Tenets¶
These are our non-negotiable engineering principles, listed in priority order. When two tenets conflict, the higher-ranked tenet wins.
1. Digital Sovereignty¶
Users own their data. Period.
- Every data type supports export in standard formats (JSON, CSV)
- Every data type supports deletion (GDPR right to erasure)
- No vendor lock-in — not to Firebase, not to AWS, not to us
- The
StorageAdapterinterface exists specifically to guarantee this - Data portability is a feature, not an afterthought
In practice: If a design decision makes it harder for users to leave the platform, we reject it.
2. Storage Agnosticism¶
No service ever imports a storage backend directly.
- All data operations flow through the
StorageAdapterinterface - Domain services (
SharedDataService,PermissionService, etc.) receiveIDataLayerServicevia dependency injection - The only package that knows about Firebase is
@cyber-eco/firebase @cyber-eco/serviceshas zero imports from anyfirebase/*module
In practice: You should be able to grep -r "firebase" packages/services/ and get zero results.
3. Privacy by Default¶
Permissions are checked on every operation, not assumed.
- The
DataLayerServiceorchestrator checks permissions before every read and write - No "open" collections — every Firestore collection has security rules
- Minimum data principle: APIs return only what the requester is authorized to see
- GDPR compliance is built into the architecture (consent tracking, data export, deletion)
- Audit logging for permission changes
In practice: If you add a new API endpoint and forget to add permission checks, the DataLayerService will deny the request by default.
4. Wellbeing by Design¶
Technology should enhance human life, not consume it.
- APIs default to paginated responses — no unbounded data dumps
- Cache reduces load on both infrastructure and users' devices
- Notification deduplication — one alert, not thirty
- Rate limiting protects both the system and the user from abuse
- No dark patterns in data access (e.g., no "engagement optimization" queries)
In practice: If a feature would make the platform more addictive rather than more useful, we don't build it.
5. Offline-First Ready¶
The data layer assumes intermittent connectivity.
- Multi-level cache (L1 in-memory + L2 optional) provides fast reads even when offline
SyncServicehandles conflict resolution when reconnectingFirebaseStorageAdaptersupports IndexedDB persistence- All interfaces include both synchronous cache reads and async remote fetches
In practice: A user on a spotty mobile connection should still be able to view their groups, see recent expenses, and draft new transactions.
6. Community-Driven Evolution¶
The ecosystem grows through collaboration, not gatekeeping.
- Open source packages that anyone can install and inspect
- Modular architecture — contribute a new
StorageAdapter, a new domain service, or a new set of types without touching existing code - Comprehensive documentation and examples
- Semantic versioning with clear changelogs
- Contribution guidelines and code of conduct
In practice: A developer outside the core team should be able to build a CyberEco-compatible app using only the published packages and documentation.
7. Simplicity Over Cleverness¶
Every abstraction must earn its place.
- Don't abstract until you have at least two concrete use cases
- Prefer explicit code over magic (no decorators, no reflection, no metaprogramming)
- One way to do things, not three
- If a utility function is only used once, inline it
- Comments explain "why", not "what"
In practice: Before adding a new abstraction layer, ask: "What concrete problem does this solve today?" If the answer is "it might be useful someday," don't build it.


▶ INSTRUCTIONS FOR THE TASK:
An exact repetition of the data is required; no picture should appear in it.

▶ PROVIDED RECORDS:
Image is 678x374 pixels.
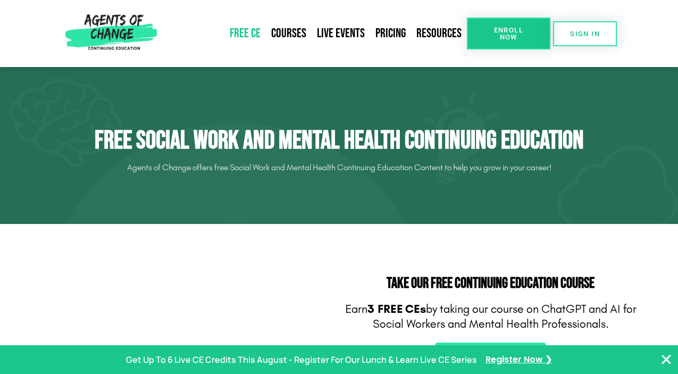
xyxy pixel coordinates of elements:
[266,21,311,46] a: Courses
[370,21,411,46] a: Pricing
[435,342,546,367] a: Claim My Free CEUs!
[161,21,467,46] nav: Menu
[553,21,617,46] a: SIGN IN
[344,276,637,291] h2: Take Our FREE Continuing Education Course
[411,21,467,46] a: Resources
[367,302,426,316] b: 3 FREE CEs
[344,301,637,332] p: Earn by taking our course on ChatGPT and AI for Social Workers and Mental Health Professionals.
[311,21,370,46] a: Live Events
[224,21,266,46] a: Free CE
[41,159,637,176] p: Agents of Change offers free Social Work and Mental Health Continuing Education Content to help y...
[570,30,600,37] span: SIGN IN
[484,27,533,40] span: Enroll Now
[41,125,637,156] h1: Free Social Work and Mental Health Continuing Education
[660,353,672,366] button: Close Banner
[485,352,552,367] a: Register Now ❯
[467,18,550,49] a: Enroll Now
[126,352,477,367] p: Get Up To 6 Live CE Credits This August - Register For Our Lunch & Learn Live CE Series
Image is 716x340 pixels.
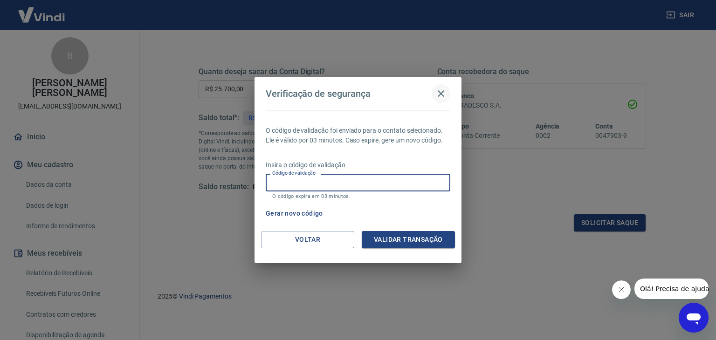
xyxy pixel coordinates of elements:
[262,205,327,222] button: Gerar novo código
[634,279,708,299] iframe: Mensagem da empresa
[266,88,370,99] h4: Verificação de segurança
[678,303,708,333] iframe: Botão para abrir a janela de mensagens
[6,7,78,14] span: Olá! Precisa de ajuda?
[612,281,630,299] iframe: Fechar mensagem
[272,193,444,199] p: O código expira em 03 minutos.
[266,160,450,170] p: Insira o código de validação
[272,170,315,177] label: Código de validação
[362,231,455,248] button: Validar transação
[261,231,354,248] button: Voltar
[266,126,450,145] p: O código de validação foi enviado para o contato selecionado. Ele é válido por 03 minutos. Caso e...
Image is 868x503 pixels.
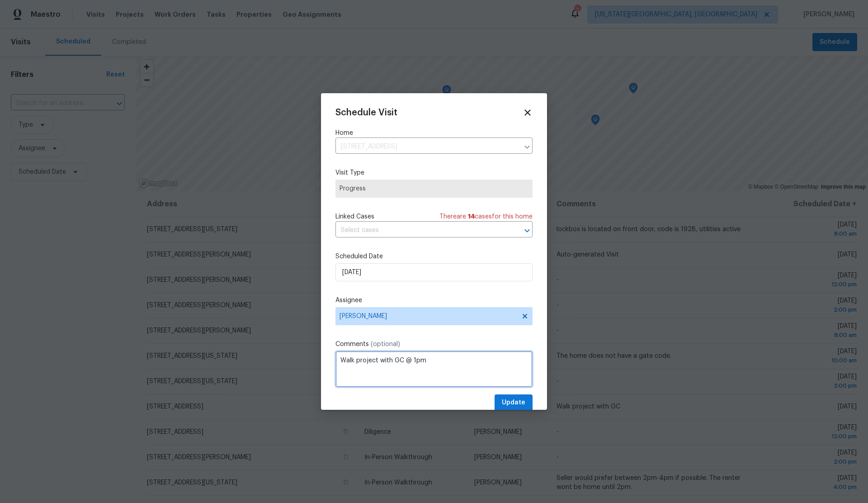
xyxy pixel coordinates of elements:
[523,108,533,118] span: Close
[521,224,533,237] button: Open
[439,212,533,221] span: There are case s for this home
[336,128,533,138] label: Home
[336,224,508,238] input: Select cases
[339,312,517,320] span: [PERSON_NAME]
[336,252,533,261] label: Scheduled Date
[336,264,533,282] input: M/D/YYYY
[336,212,374,221] span: Linked Cases
[339,184,529,193] span: Progress
[336,140,519,154] input: Enter in an address
[336,296,533,305] label: Assignee
[502,397,526,408] span: Update
[336,168,533,177] label: Visit Type
[336,351,533,387] textarea: Walk project with GC @ 1pm
[336,108,397,117] span: Schedule Visit
[468,214,475,220] span: 14
[495,394,533,411] button: Update
[371,341,400,347] span: (optional)
[336,340,533,349] label: Comments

▶ SOLUTION TO THIS PROBLEM:
Image is 678x374 pixels.
xyxy pixel coordinates of elements:
[266,21,311,46] a: Courses
[370,21,411,46] a: Pricing
[435,342,546,367] a: Claim My Free CEUs!
[161,21,467,46] nav: Menu
[553,21,617,46] a: SIGN IN
[344,276,637,291] h2: Take Our FREE Continuing Education Course
[411,21,467,46] a: Resources
[367,302,426,316] b: 3 FREE CEs
[344,301,637,332] p: Earn by taking our course on ChatGPT and AI for Social Workers and Mental Health Professionals.
[311,21,370,46] a: Live Events
[224,21,266,46] a: Free CE
[41,159,637,176] p: Agents of Change offers free Social Work and Mental Health Continuing Education Content to help y...
[570,30,600,37] span: SIGN IN
[484,27,533,40] span: Enroll Now
[41,125,637,156] h1: Free Social Work and Mental Health Continuing Education
[660,353,672,366] button: Close Banner
[485,352,552,367] a: Register Now ❯
[467,18,550,49] a: Enroll Now
[126,352,477,367] p: Get Up To 6 Live CE Credits This August - Register For Our Lunch & Learn Live CE Series
Image is 716x340 pixels.
xyxy pixel coordinates of elements:
[262,205,327,222] button: Gerar novo código
[634,279,708,299] iframe: Mensagem da empresa
[266,88,370,99] h4: Verificação de segurança
[678,303,708,333] iframe: Botão para abrir a janela de mensagens
[6,7,78,14] span: Olá! Precisa de ajuda?
[612,281,630,299] iframe: Fechar mensagem
[272,193,444,199] p: O código expira em 03 minutos.
[266,160,450,170] p: Insira o código de validação
[272,170,315,177] label: Código de validação
[362,231,455,248] button: Validar transação
[261,231,354,248] button: Voltar
[266,126,450,145] p: O código de validação foi enviado para o contato selecionado. Ele é válido por 03 minutos. Caso e...
Image is 868x503 pixels.
xyxy pixel coordinates of elements:
[523,108,533,118] span: Close
[521,224,533,237] button: Open
[439,212,533,221] span: There are case s for this home
[336,128,533,138] label: Home
[336,224,508,238] input: Select cases
[339,312,517,320] span: [PERSON_NAME]
[336,252,533,261] label: Scheduled Date
[336,264,533,282] input: M/D/YYYY
[336,212,374,221] span: Linked Cases
[339,184,529,193] span: Progress
[336,140,519,154] input: Enter in an address
[336,296,533,305] label: Assignee
[502,397,526,408] span: Update
[336,168,533,177] label: Visit Type
[336,351,533,387] textarea: Walk project with GC @ 1pm
[336,108,397,117] span: Schedule Visit
[468,214,475,220] span: 14
[495,394,533,411] button: Update
[371,341,400,347] span: (optional)
[336,340,533,349] label: Comments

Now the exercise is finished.